Timing also matters. If you are close to Medicare age or already enrolled, the year you sell the house can affect future premiums. Because Medicare uses a two-year lookback, a sale in 2024 could affect 2026 premiums, while a sale in 2025 could affect 2027 premiums. If you are planning to retire, sell a home, start Social Security, take IRA withdrawals, or do Roth conversions around the same time, the combined income could push you into a higher IRMAA bracket. A little planning can make a big difference.

This is where many people accidentally stack income. They sell the home, take a large IRA withdrawal, realize gains in a brokerage account, convert money to a Roth IRA, and maybe receive pension or Social Security income in the same year. Each decision may make sense on its own. Together, they can create a Medicare premium surprise.

So what can you do if your Medicare premiums rise because of a home sale? In some cases, you may be able to appeal IRMAA using Form SSA-44. This form is used when you have had a life-changing event that reduced your income, such as work stoppage, work reduction, marriage, divorce, death of a spouse, loss of income-producing property, loss of pension income, or employer settlement payment. The outline mentions Form SSA-44 as the process used to appeal IRMAA increases.

However, this is important: not every one-time income spike qualifies for an appeal. A home sale by itself may not automatically be considered a life-changing event under Social Security’s rules. But if the sale occurred around retirement, reduced work, or another qualifying life event, an appeal may be worth exploring. The key is documentation. You need to show that your income has dropped or will drop and that the prior tax return no longer reflects your current financial situation.

For retirees, the practical planning steps are straightforward. First, estimate your taxable capital gain before listing the home. Do not wait until closing. Second, review whether you qualify for the $250,000 or $500,000 exclusion. Third, gather records of major improvements that may increase your cost basis. Fourth, look at how the sale will affect MAGI in the year of sale. Fifth, coordinate the home sale with IRA withdrawals, Roth conversions, Social Security, pensions, and investment gains. Sixth, if you receive an IRMAA notice later, review whether an SSA-44 appeal applies.
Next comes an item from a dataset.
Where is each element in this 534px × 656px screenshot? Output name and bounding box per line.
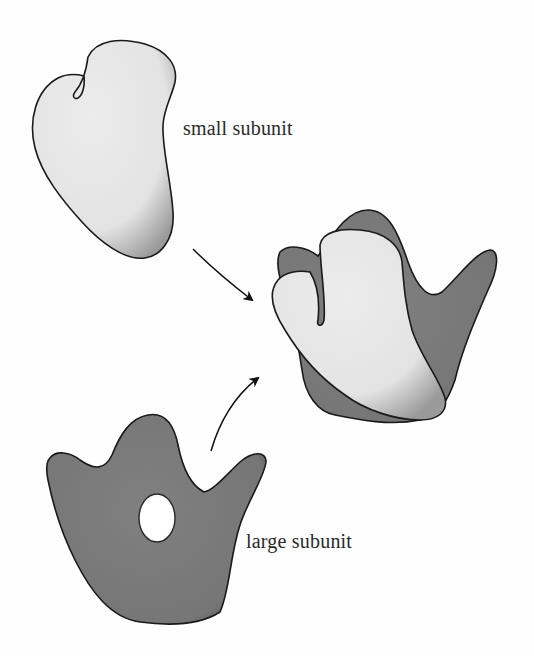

The goal is not to avoid selling your home. For many retirees, selling is the right decision. Downsizing can reduce expenses, simplify life, unlock equity, and create more flexibility. The goal is to understand the ripple effects before they happen. A home is often the largest asset a retiree owns, and selling it can affect taxes, Medicare premiums, cash flow, estate planning, and future investment strategy.

It is also important to remember that IRMAA may be temporary. If the higher income came from a one-time home sale, your Medicare premiums may drop in a future year once Medicare uses a lower-income tax return. But “temporary” does not mean painless. Even one year of higher premiums can be frustrating, especially if both spouses are affected. Planning ahead can help you prepare for that cost or potentially reduce it.

The broader lesson is that Medicare planning and tax planning are connected. Too many people treat Medicare as a health insurance decision and home sales as a real estate decision. In reality, both flow through your tax return. Your MAGI can influence what you pay for Medicare, and a home sale can influence MAGI. That means the best time to plan is before the transaction, not after the premium notice arrives.

If you are on Medicare and thinking about selling your home, do not focus only on the listing price. Ask what the taxable gain will be. Ask how it will show up on your tax return. Ask whether it will push you into IRMAA. Ask whether the timing of the sale could be coordinated with other income decisions. And if your premiums rise later, ask whether you have grounds to appeal.

Selling a house can be a major financial win in retirement. But for Medicare beneficiaries, it can also come with a hidden premium shock. Homesellers beware: the sale may end at closing, but the Medicare impact can show up two years later.